We’ve almost nutted out the bugs with the new design and I must say I’m very happy with how everything looks. I’ll talk more about the design process (and reveal who did my blog design) in a later post, now I want to tell you about a little free report I’m giving away to my RSS subscribers as part of the new blog design launch.

My First E-Book (unreleased until now)

How to start an Internet business free report by Yaro StarakSeveral years ago around early 2006 I had just begun blogging seriously and had spent the previous six months pumping out some of my early pillar articles.

At this time my proofreading business BetterEdit was my main focus (I sold it in 2007) and I was not a professional blogger. I don’t think I was making much, if anything from my blog yet, but my other business was doing well and I made a good living from it.

Those who have read this blog from the beginning might remember back during the early days I talked a lot more about entrepreneurship, setting up a business and general passive income strategies - and not so much about blogging (though I was starting to write about it even then).

It was around that time I decided to write my first e-book. I had no idea what I would do with it, but I felt with the several years experience running a few different businesses and I had enough content to produce a short book.
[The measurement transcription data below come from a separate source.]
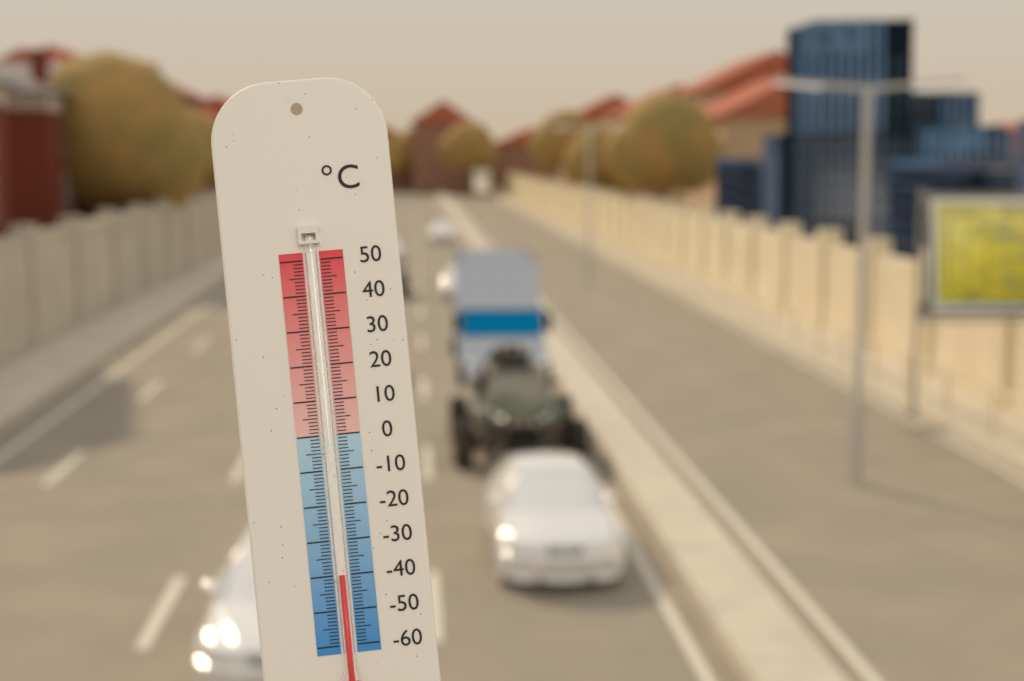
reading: -40 °C
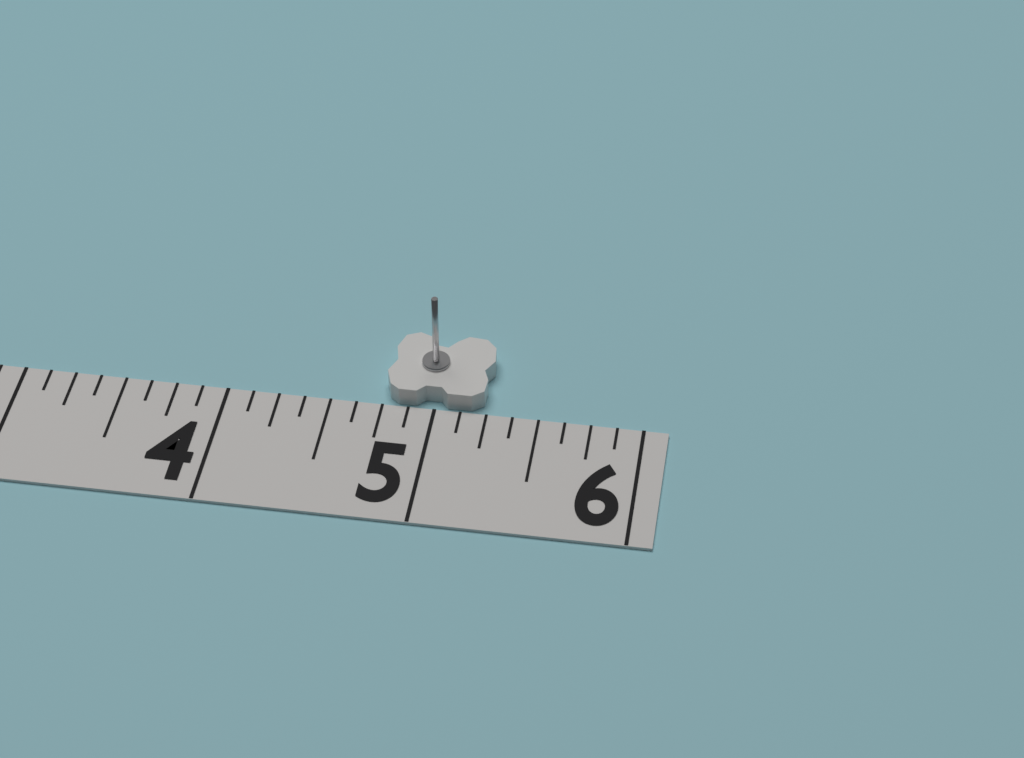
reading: 5.250 in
How to Start an Internet Business by Yaro Starak

Over the course of a couple of months I wrote a 50 page report detailing some of the key lessons I learned about starting and running my business and what I felt were the foundation principles necessary that all entrepreneurs understood and practiced.

The end result was a book I titled “How To Start An Internet Business…and stay happy doing it“.

For the new release today, I decided to change the tile to something a little more appealing to most people’s desires -

How To Start An Internet Business…and make your first $1,000 online“.

The book is not about basic tutorials on the practical aspects like setting up websites, choosing domain names, etc. It talks more about mindset and business strategy, although I include 12 steps necessary to start an online business at the end which are quite practical.

The book is a companion to this blog. You can read it and gain a grasp of what you need to do and how you should think when starting your Internet business, and then use the content from within this blog to find information on the finer details about Internet marketing.